3 bd · 1.5 ba ·
2,000 sqft ·
Built 2017
· SingleFamily
· Active
· 72 DOM
Cashflow @ list (25.0% down · 7.5%)
Estimated rent
$2,585/mo
Mortgage (P&I)
−$918
Tax + insurance
−$292
HOA
−$10
Vac / Maint / Mgmt
−$543
Net cashflow
$822/mo
Annual
$9,869/yr
Cap rate
11.93%
Cash-on-cash
20.14%
DSCR
1.90
1% rule
1.48%
Cash to close
$49,000
Investor read
This is a 3-bed/1.5-bath single-family listed at $175k. Condition is rated fair.
At list price, monthly cash flow is $822 ($10k/yr) — positive.
The deal already cash-flows at list — no discount required.
Meets the 1% rule at list price ($3k rent vs $175k).
It's been on market 72 days — a 6% lower offer ($164k) is reasonable based on typical stale-listing flexibility.
Recommended offer: $164k (6.0% below list) — sets the bar for market timing.
Local home prices are declining (-3.0%/yr); year-one equity from $1k of loan paydown is wiped out by about $5k of value loss. Plan a longer hold.
Location reads: area grade B — affects rentability + tenant quality, not the cash-flow math above.
Hawaii Department Of Education (suburban): math 32% / reading 50% proficiency, ranked #1 of 1 in HI (top 100%) — families likely to look elsewhere, expect single-tenant / working-renter base with shorter leases.
Zoned schools: Pahoa Elementary School (math 12% / reading 22%, grade F, #166 of 183 statewide, top 92%, 377 students, 80% FRL); Pahoa High & Intermediate School (math 17% / reading 42%, grade F, #35 of 43 statewide, top 86%, 723 students, 74% FRL) — zoned schools average 77% FRL vs 39% district-wide (38 pts higher); higher-poverty schools than district average — tighter screening recommended.
Zoned-school proficiency averages 23% at this address vs 41% district-wide (-18 pts) — the specific schools serving this property underperform the Hawaii Department Of Education average; the district grade overstates school quality for this exact location.
Market conditions: 388 active listings in the ZIP; 982 units permitted in Hawaii County in 2024 (0 in 5+ unit buildings).
Hawaii County population projected at +24% by 2050 — long-run rental-demand tailwind backs the buy-and-hold thesis.
2 sale attempts since 4y ago; this cycle's ask has dropped $24k (12%) from the opening price — seller is motivated, your offer sets the floor, not the list.
At projected returns (-3.0% appreciation + 3.0% rent growth), your $49k cash investment doubles in ~7 years — after that, you're playing with house money.
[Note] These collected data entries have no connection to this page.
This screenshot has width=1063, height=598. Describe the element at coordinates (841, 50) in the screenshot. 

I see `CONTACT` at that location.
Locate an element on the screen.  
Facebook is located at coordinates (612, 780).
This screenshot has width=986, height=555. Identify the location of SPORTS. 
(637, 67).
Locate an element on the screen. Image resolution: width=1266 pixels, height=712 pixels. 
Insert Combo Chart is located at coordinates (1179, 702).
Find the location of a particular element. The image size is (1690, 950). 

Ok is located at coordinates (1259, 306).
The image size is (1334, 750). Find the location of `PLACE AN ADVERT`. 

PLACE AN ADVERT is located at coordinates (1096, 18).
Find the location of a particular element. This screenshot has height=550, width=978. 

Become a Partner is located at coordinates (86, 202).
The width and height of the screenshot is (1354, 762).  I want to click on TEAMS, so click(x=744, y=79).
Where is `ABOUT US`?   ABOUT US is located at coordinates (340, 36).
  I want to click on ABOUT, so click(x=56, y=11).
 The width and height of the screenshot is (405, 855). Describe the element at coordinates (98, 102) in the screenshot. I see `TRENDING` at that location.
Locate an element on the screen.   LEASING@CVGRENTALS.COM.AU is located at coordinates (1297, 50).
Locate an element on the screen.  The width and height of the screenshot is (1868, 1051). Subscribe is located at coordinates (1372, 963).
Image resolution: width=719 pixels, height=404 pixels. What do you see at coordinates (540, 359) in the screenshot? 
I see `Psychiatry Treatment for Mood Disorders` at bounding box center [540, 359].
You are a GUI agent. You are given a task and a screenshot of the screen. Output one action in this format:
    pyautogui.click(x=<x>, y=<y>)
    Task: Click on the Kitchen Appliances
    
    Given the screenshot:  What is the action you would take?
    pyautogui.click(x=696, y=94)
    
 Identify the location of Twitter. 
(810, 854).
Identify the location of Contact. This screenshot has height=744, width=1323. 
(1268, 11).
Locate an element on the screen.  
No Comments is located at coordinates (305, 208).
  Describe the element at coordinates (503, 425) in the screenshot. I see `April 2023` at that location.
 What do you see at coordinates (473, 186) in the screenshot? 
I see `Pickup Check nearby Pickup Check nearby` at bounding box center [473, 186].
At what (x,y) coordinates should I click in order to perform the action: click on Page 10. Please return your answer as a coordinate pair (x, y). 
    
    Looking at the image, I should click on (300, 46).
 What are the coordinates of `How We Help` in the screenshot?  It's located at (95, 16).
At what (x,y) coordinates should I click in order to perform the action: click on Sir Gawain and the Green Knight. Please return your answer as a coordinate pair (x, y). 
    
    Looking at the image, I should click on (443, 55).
Questions for listing agent
It's been on market 72 days. Have you received any prior offers? Is the seller open to a 6% concession, seller financing, or rate buy-down credit?
Have any recent inspections been done? Can we get a copy of the seller's disclosures and any deferred-maintenance estimates?
What does the HOA fee cover, when was the last increase, and are there any pending special assessments or reserve-fund shortfalls?
Why hasn't it sold? Are there any deal-killer items the seller is aware of (foundation, flood, title, zoning, code violations)?
Is there a deadline driving the sale (1031 exchange, divorce, estate, relocation)? That informs how much negotiation room exists.
What's the average days-on-market for RENTAL listings here right now (not sales)? A rising rental-DOM trend means longer vacancies and softer asking-rent achievability than the comps imply.
What's the recent tenant-quality profile in this submarket — average credit score on applications, eviction rate, late-payment / NSF rate, and stable-employment percentage? A property-management company in the area should have these aggregated.
How much new for-sale + rental construction is in the pipeline within 1–3 miles? Heavy new supply typically softens prices + rents 12–24 months out; constrained supply supports both.
Repairs flagged (vision-AI assessment)
Major: kitchen cabinets
— Cluttered and disorganized, indicating potential structural issues or damage.
Major: bathroom fixtures
— Appears to be in need of cleaning and possibly some repairs.
Moderate: roof
— Aged appearance, may need minor repairs or replacement.
Moderate: exterior siding
— Some vegetation and debris around the property, indicating potential structural issues or damage.
Major: flooring
— Appears to be in need of cleaning and possibly some repairs.
Major: interior walls/paint
— Paint appears chipped and worn in some areas, indicating potential structural issues or damage.